A person without any prior knowledge of the incident reading the LA Times story would automatically assume Student B was an innocent recipient of the racist text messages, but that is far from the truth. Student B was an integral part in the exchange –– she encouraged the racist text messages of her friend and also engaged in racist behavior. Yet, one of the most seemingly reputable news sources in the nation completely ignored these facts. It takes two to text; in this case, it took two to perpetrate anti-Asian speech. The LA Times should have acknowledged this. But they didn’t, and they must do better.
If we become indifferent toward perpetrators of racial discrimination and hate speech, we neglect the pain that they cause communities. As a member of the Asian community, I found Student B’s words and the words of her friend extremely hurtful, upsetting and angering. I saw my friends’ pain and the shock on my Japanese-American mother’s face when I told her the contents of the texts. But, in light of the LA Times article and other events, it seems that the focus is not on the harmful effects of these actions, but rather on Student B herself.
When The Occidental reported on this story days after its occurrence, we were careful not to include the names of the students involved, to respect their privacy as students on campus. It seems as though these efforts were wasted on Student B, though, who chose to publicly identify herself to the LA Times, and in recent news, also posted an apology letter near the Cooler.
Student B became quite the public figure from this and it seems now that any pain, hurt or anger caused by the text messages is in the background of the increased attention on her. To me, her apology letter is worthless. When I read it, I see an attempt to reason that people should and can forgive her.
Here’s what she didn’t consider: it should not be on the backs of students, especially Asian students, to empathize with anyone who perpetuated racism against them. Though Student B mentions she is doing the work to better herself, I personally don’t find it completely genuine when a guilty person must advertise their penance.
Particularly upsetting was a line that read, “Had the statements been made about Bosnian Muslims (part of my family heritage) my reaction would have been different,” regarding her response to Student A’s* text messages. Our empathy for other human beings should not exist only in relation to our own experiences. Student B’s insertion of herself and her hypothetical reactions once again shifts the focus from the impacted Asian community to herself — in doing so, Student B has only further hurt and alienated the Asian community.
The fact of the matter is that Student B’s actions are just a single example of how racist behavior often goes unchecked. Without holding racist people accountable for their actions, how are we ever supposed to talk about race and the cruel racialized history of our country? Oxy advertises itself with the facade of inclusivity and growth in the face of adversity, but the only growth I’ve felt is in anger. Perpetrators will never be the hero of the story, but we keep pretending that they are.
The LA Times has just as much work to do as Student B does. They are the paper of record for California and therefore have a great responsibility to get it right. Their lack of critical awareness lets statements like hers go unchecked.

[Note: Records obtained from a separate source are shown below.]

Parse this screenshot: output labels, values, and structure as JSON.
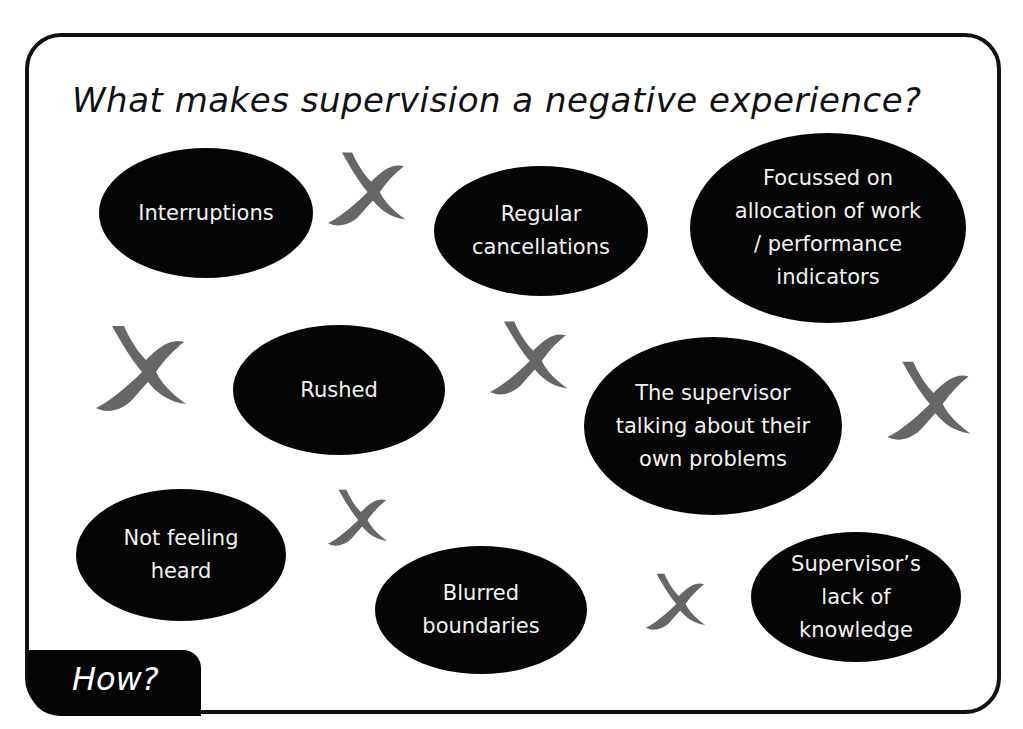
{
  "title": "What makes supervision a negative experience?",
  "bubbles": [
    {
      "id": "interruptions",
      "text": "Interruptions",
      "cx": 206,
      "cy": 213,
      "w": 214,
      "h": 130
    },
    {
      "id": "regular-cancellations",
      "text": "Regular\ncancellations",
      "cx": 541,
      "cy": 231,
      "w": 214,
      "h": 130
    },
    {
      "id": "focussed-on-allocation",
      "text": "Focussed on\nallocation of work\n/ performance\nindicators",
      "cx": 828,
      "cy": 228,
      "w": 276,
      "h": 190
    },
    {
      "id": "rushed",
      "text": "Rushed",
      "cx": 339,
      "cy": 390,
      "w": 212,
      "h": 130
    },
    {
      "id": "supervisor-own-problems",
      "text": "The supervisor\ntalking about their\nown problems",
      "cx": 713,
      "cy": 426,
      "w": 258,
      "h": 178
    },
    {
      "id": "not-feeling-heard",
      "text": "Not feeling\nheard",
      "cx": 181,
      "cy": 555,
      "w": 210,
      "h": 132
    },
    {
      "id": "blurred-boundaries",
      "text": "Blurred\nboundaries",
      "cx": 481,
      "cy": 610,
      "w": 212,
      "h": 128
    },
    {
      "id": "supervisor-lack-of-knowledge",
      "text": "Supervisor’s\nlack of\nknowledge",
      "cx": 856,
      "cy": 597,
      "w": 210,
      "h": 130
    }
  ],
  "crosses": [
    {
      "cx": 366,
      "cy": 192,
      "size": 86
    },
    {
      "cx": 140,
      "cy": 372,
      "size": 100
    },
    {
      "cx": 528,
      "cy": 361,
      "size": 86
    },
    {
      "cx": 928,
      "cy": 404,
      "size": 92
    },
    {
      "cx": 357,
      "cy": 520,
      "size": 66
    },
    {
      "cx": 675,
      "cy": 604,
      "size": 66
    }
  ],
  "colors": {
    "cross": "#666666",
    "bubble": "#050505",
    "bubble_text": "#f2f2f2",
    "frame": "#111111"
  },
  "footer_tab": {
    "label": "How?"
  }
}
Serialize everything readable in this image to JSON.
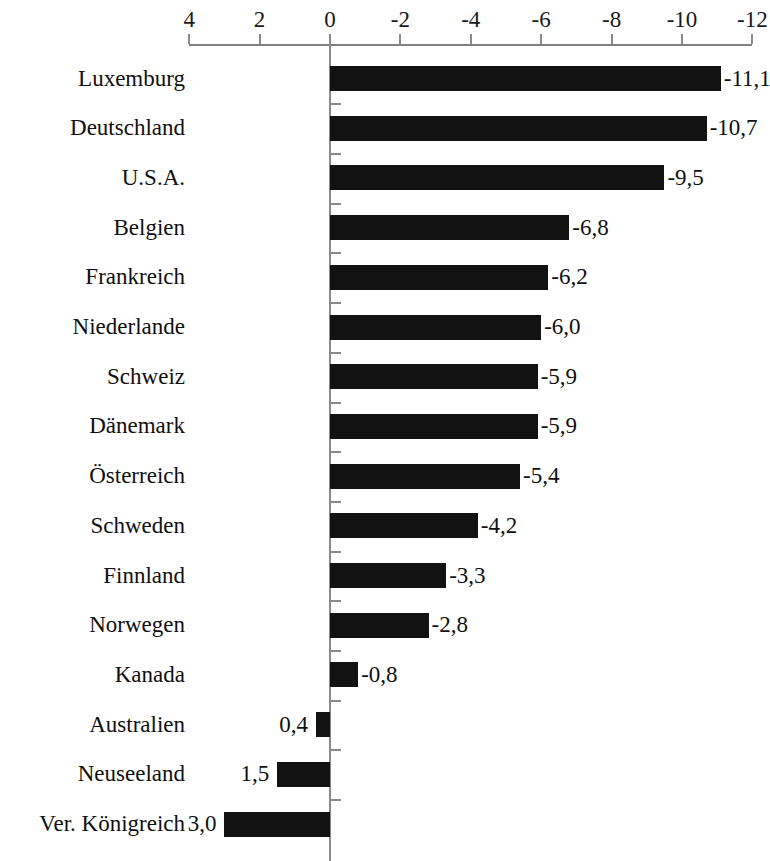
{
  "chart_data": {
    "type": "bar",
    "orientation": "horizontal",
    "title": "",
    "subtitle": "",
    "xlabel": "",
    "ylabel": "",
    "grid": false,
    "legend": null,
    "axis_reversed": true,
    "xlim": [
      4,
      -12
    ],
    "xticks": [
      "4",
      "2",
      "0",
      "-2",
      "-4",
      "-6",
      "-8",
      "-10",
      "-12"
    ],
    "xtick_values": [
      4,
      2,
      0,
      -2,
      -4,
      -6,
      -8,
      -10,
      -12
    ],
    "categories": [
      "Luxemburg",
      "Deutschland",
      "U.S.A.",
      "Belgien",
      "Frankreich",
      "Niederlande",
      "Schweiz",
      "Dänemark",
      "Österreich",
      "Schweden",
      "Finnland",
      "Norwegen",
      "Kanada",
      "Australien",
      "Neuseeland",
      "Ver. Königreich"
    ],
    "values": [
      -11.1,
      -10.7,
      -9.5,
      -6.8,
      -6.2,
      -6.0,
      -5.9,
      -5.9,
      -5.4,
      -4.2,
      -3.3,
      -2.8,
      -0.8,
      0.4,
      1.5,
      3.0
    ],
    "value_labels": [
      "-11,1",
      "-10,7",
      "-9,5",
      "-6,8",
      "-6,2",
      "-6,0",
      "-5,9",
      "-5,9",
      "-5,4",
      "-4,2",
      "-3,3",
      "-2,8",
      "-0,8",
      "0,4",
      "1,5",
      "3,0"
    ],
    "bar_color": "#121212",
    "axis_color": "#8a8a8a"
  }
}
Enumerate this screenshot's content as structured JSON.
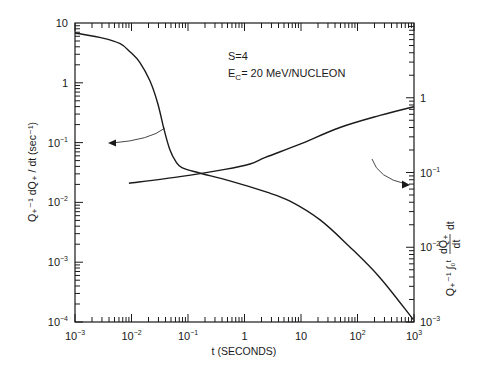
{
  "chart_data": {
    "type": "line",
    "title": "",
    "annotations": [
      "S=4",
      "E_C=20 MeV/NUCLEON"
    ],
    "xlabel": "t (SECONDS)",
    "ylabel_left": "Q+^-1 dQ+/dt (sec^-1)",
    "ylabel_right": "Q+^-1 ∫0^t (dQ+/dt) dt",
    "xscale": "log",
    "yscale": "log",
    "xlim": [
      0.001,
      1000
    ],
    "ylim_left": [
      0.0001,
      10
    ],
    "ylim_right": [
      0.001,
      10
    ],
    "x_tick_labels": [
      "10^-3",
      "10^-2",
      "10^-1",
      "1",
      "10",
      "10^2",
      "10^3"
    ],
    "y_left_tick_labels": [
      "10",
      "1",
      "10^-1",
      "10^-2",
      "10^-3",
      "10^-4"
    ],
    "y_right_tick_labels": [
      "1",
      "10^-1",
      "10^-2",
      "10^-3"
    ],
    "grid": false,
    "legend": "none (arrows indicate which axis each curve uses)",
    "series": [
      {
        "name": "Q+^-1 dQ+/dt (left axis)",
        "axis": "left",
        "x": [
          0.001,
          0.0031,
          0.0063,
          0.0094,
          0.014,
          0.021,
          0.029,
          0.038,
          0.048,
          0.061,
          0.078,
          0.16,
          0.55,
          2.4,
          6.4,
          21.8,
          73,
          250,
          970
        ],
        "values": [
          6.8,
          5.6,
          4.5,
          3.3,
          2.2,
          1.1,
          0.46,
          0.16,
          0.075,
          0.048,
          0.038,
          0.031,
          0.023,
          0.015,
          0.0105,
          0.0051,
          0.0018,
          0.00055,
          0.00011
        ]
      },
      {
        "name": "Q+^-1 ∫ dQ+/dt dt (right axis)",
        "axis": "right",
        "x": [
          0.009,
          0.072,
          0.45,
          1.25,
          2.4,
          9.6,
          49,
          250,
          1000
        ],
        "values": [
          0.072,
          0.088,
          0.11,
          0.13,
          0.16,
          0.24,
          0.4,
          0.58,
          0.76
        ]
      }
    ]
  },
  "labels": {
    "annot_s": "S=4",
    "annot_ec_main": "E",
    "annot_ec_sub": "C",
    "annot_ec_rest": "= 20 MeV/NUCLEON",
    "xlabel": "t (SECONDS)",
    "ylabel_left": "Q₊⁻¹ dQ₊ / dt  (sec⁻¹)",
    "ylabel_right_pre": "Q₊⁻¹ ∫₀ᵗ",
    "ylabel_right_num": "dQ₊",
    "ylabel_right_den": "dt",
    "ylabel_right_post": "dt"
  }
}
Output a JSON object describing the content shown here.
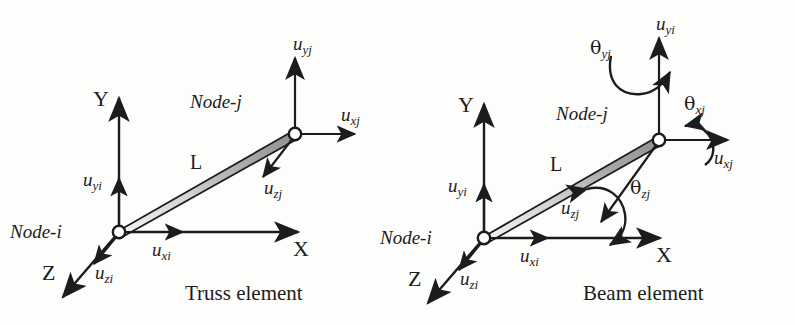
{
  "figure": {
    "background_color": "#fdfdfc",
    "ink_color": "#1c1c1c",
    "element_fill_light": "#f2f2f2",
    "element_fill_dark": "#8d8d8d"
  },
  "truss": {
    "caption": "Truss element",
    "length_label": "L",
    "axes": {
      "x": "X",
      "y": "Y",
      "z": "Z"
    },
    "nodes": {
      "i": "Node-i",
      "j": "Node-j"
    },
    "dofs": [
      {
        "name": "u-xi",
        "base": "u",
        "sub": "xi",
        "node": "i",
        "direction": "x-positive"
      },
      {
        "name": "u-yi",
        "base": "u",
        "sub": "yi",
        "node": "i",
        "direction": "y-positive"
      },
      {
        "name": "u-zi",
        "base": "u",
        "sub": "zi",
        "node": "i",
        "direction": "z-positive"
      },
      {
        "name": "u-xj",
        "base": "u",
        "sub": "xj",
        "node": "j",
        "direction": "x-positive"
      },
      {
        "name": "u-yj",
        "base": "u",
        "sub": "yj",
        "node": "j",
        "direction": "y-positive"
      },
      {
        "name": "u-zj",
        "base": "u",
        "sub": "zj",
        "node": "j",
        "direction": "z-positive"
      }
    ]
  },
  "beam": {
    "caption": "Beam element",
    "length_label": "L",
    "axes": {
      "x": "X",
      "y": "Y",
      "z": "Z"
    },
    "nodes": {
      "i": "Node-i",
      "j": "Node-j"
    },
    "dofs": [
      {
        "name": "u-xi",
        "base": "u",
        "sub": "xi",
        "node": "i",
        "direction": "x-positive"
      },
      {
        "name": "u-yi",
        "base": "u",
        "sub": "yi",
        "node": "i",
        "direction": "y-positive"
      },
      {
        "name": "u-zi",
        "base": "u",
        "sub": "zi",
        "node": "i",
        "direction": "z-positive"
      },
      {
        "name": "u-xj",
        "base": "u",
        "sub": "xj",
        "node": "j",
        "direction": "x-positive"
      },
      {
        "name": "u-yi-top",
        "base": "u",
        "sub": "yi",
        "node": "j",
        "direction": "y-positive"
      },
      {
        "name": "u-zj",
        "base": "u",
        "sub": "zj",
        "node": "j",
        "direction": "z-positive"
      }
    ],
    "rotations": [
      {
        "name": "theta-xj",
        "base": "θ",
        "sub": "xj",
        "node": "j",
        "axis": "x"
      },
      {
        "name": "theta-yj",
        "base": "θ",
        "sub": "yj",
        "node": "j",
        "axis": "y"
      },
      {
        "name": "theta-zj",
        "base": "θ",
        "sub": "zj",
        "node": "j",
        "axis": "z"
      }
    ]
  }
}
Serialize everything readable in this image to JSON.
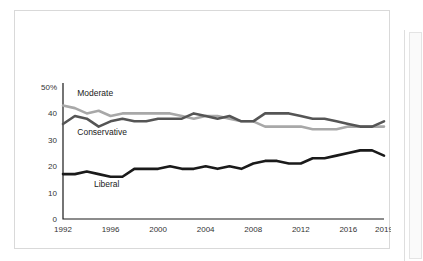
{
  "chart_data": {
    "type": "line",
    "title": "",
    "subtitle": "",
    "xlabel": "",
    "ylabel": "",
    "xlim": [
      1992,
      2019
    ],
    "ylim": [
      0,
      50
    ],
    "grid": false,
    "legend_position": "inline-labels",
    "y_ticks": [
      "0",
      "10",
      "20",
      "30",
      "40",
      "50%"
    ],
    "y_tick_values": [
      0,
      10,
      20,
      30,
      40,
      50
    ],
    "x_ticks": [
      "1992",
      "1996",
      "2000",
      "2004",
      "2008",
      "2012",
      "2016",
      "2019"
    ],
    "x_tick_values": [
      1992,
      1996,
      2000,
      2004,
      2008,
      2012,
      2016,
      2019
    ],
    "x": [
      1992,
      1993,
      1994,
      1995,
      1996,
      1997,
      1998,
      1999,
      2000,
      2001,
      2002,
      2003,
      2004,
      2005,
      2006,
      2007,
      2008,
      2009,
      2010,
      2011,
      2012,
      2013,
      2014,
      2015,
      2016,
      2017,
      2018,
      2019
    ],
    "series": [
      {
        "name": "Moderate",
        "color": "#a8a8a8",
        "label": "Moderate",
        "values": [
          43,
          42,
          40,
          41,
          39,
          40,
          40,
          40,
          40,
          40,
          39,
          38,
          39,
          39,
          38,
          37,
          37,
          35,
          35,
          35,
          35,
          34,
          34,
          34,
          35,
          35,
          35,
          35
        ]
      },
      {
        "name": "Conservative",
        "color": "#555555",
        "label": "Conservative",
        "values": [
          36,
          39,
          38,
          35,
          37,
          38,
          37,
          37,
          38,
          38,
          38,
          40,
          39,
          38,
          39,
          37,
          37,
          40,
          40,
          40,
          39,
          38,
          38,
          37,
          36,
          35,
          35,
          37
        ]
      },
      {
        "name": "Liberal",
        "color": "#1a1a1a",
        "label": "Liberal",
        "values": [
          17,
          17,
          18,
          17,
          16,
          16,
          19,
          19,
          19,
          20,
          19,
          19,
          20,
          19,
          20,
          19,
          21,
          22,
          22,
          21,
          21,
          23,
          23,
          24,
          25,
          26,
          26,
          24
        ]
      }
    ],
    "annotations": [
      {
        "text": "Moderate",
        "x": 1993.2,
        "y": 46.5
      },
      {
        "text": "Conservative",
        "x": 1993.2,
        "y": 31.8
      },
      {
        "text": "Liberal",
        "x": 1994.6,
        "y": 12.0
      }
    ]
  },
  "colors": {
    "moderate": "#a8a8a8",
    "conservative": "#555555",
    "liberal": "#1a1a1a",
    "axis": "#1a1a1a",
    "tick_text": "#333333",
    "card_border": "#d9d9d9",
    "background": "#ffffff"
  }
}
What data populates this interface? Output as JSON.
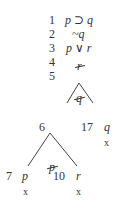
{
  "trunk": [
    {
      "num": "1",
      "formula": "p ⊃ q",
      "ticked": false
    },
    {
      "num": "2",
      "formula": "~q",
      "ticked": false
    },
    {
      "num": "3",
      "formula": "p ∨ r",
      "ticked": false
    },
    {
      "num": "4",
      "formula": "r",
      "ticked": true
    },
    {
      "num": "5",
      "formula": "q",
      "ticked": true
    }
  ],
  "branch1": {
    "left": {
      "num": "6",
      "formula": "p",
      "ticked": true
    },
    "right": {
      "num": "17",
      "formula": "q",
      "closed": "x"
    }
  },
  "branch2": {
    "left": {
      "num": "7",
      "formula": "p",
      "closed": "x"
    },
    "right": {
      "num": "10",
      "formula": "r",
      "closed": "x"
    }
  }
}
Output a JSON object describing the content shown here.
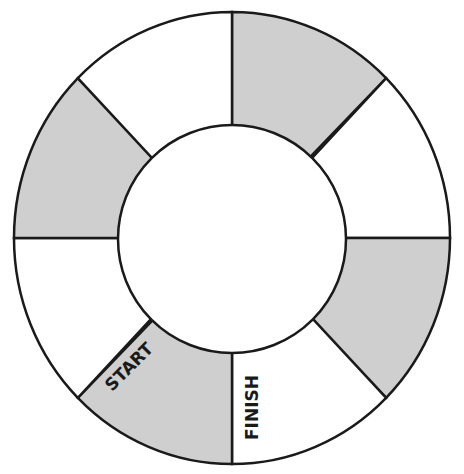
{
  "board": {
    "center": [
      232,
      238
    ],
    "outer_rx": 218,
    "outer_ry": 226,
    "inner_r": 114,
    "stroke_color": "#1a1a1a",
    "shaded_color": "#cfcfcf",
    "unshaded_color": "#ffffff",
    "sectors": [
      {
        "index": 0,
        "from_deg": -90,
        "to_deg": -45,
        "shaded": true
      },
      {
        "index": 1,
        "from_deg": -45,
        "to_deg": 0,
        "shaded": false
      },
      {
        "index": 2,
        "from_deg": 0,
        "to_deg": 45,
        "shaded": true
      },
      {
        "index": 3,
        "from_deg": 45,
        "to_deg": 90,
        "shaded": false,
        "label": "FINISH"
      },
      {
        "index": 4,
        "from_deg": 90,
        "to_deg": 135,
        "shaded": true,
        "label": "START"
      },
      {
        "index": 5,
        "from_deg": 135,
        "to_deg": 180,
        "shaded": false
      },
      {
        "index": 6,
        "from_deg": 180,
        "to_deg": 225,
        "shaded": true
      },
      {
        "index": 7,
        "from_deg": 225,
        "to_deg": 270,
        "shaded": false
      }
    ]
  },
  "labels": {
    "start": "START",
    "finish": "FINISH"
  }
}
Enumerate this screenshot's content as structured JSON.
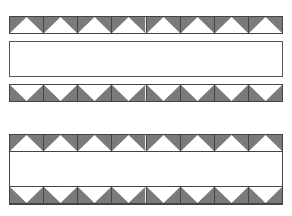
{
  "diagram": {
    "colors": {
      "triangle_fill": "#7a7a7a",
      "background": "#ffffff",
      "outline": "#444444"
    },
    "tiles_per_strip": 8,
    "groups": [
      {
        "name": "separated-assembly",
        "parts": [
          {
            "type": "strip",
            "orientation": "point-up",
            "tiles": 8
          },
          {
            "type": "empty-box"
          },
          {
            "type": "strip",
            "orientation": "point-down",
            "tiles": 8
          }
        ]
      },
      {
        "name": "joined-assembly",
        "parts": [
          {
            "type": "strip",
            "orientation": "point-up",
            "tiles": 8
          },
          {
            "type": "empty-band"
          },
          {
            "type": "strip",
            "orientation": "point-down",
            "tiles": 8
          }
        ]
      }
    ]
  }
}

If the LA Times has any integrity as a publication that upholds the values of truth telling and fact checking, then they must follow up and change course in the future, so the pain of the Asian community was not in vain and the consumers of these stories are not misled.
To the LA Times, stop letting the perpetrators control the narrative. And to Student B, stop typing and listen for a change.
*The names of Student A and Student B have been omitted from our coverage in accordance with The Occidental’s policy of protecting the privacy of students as private individuals on campus.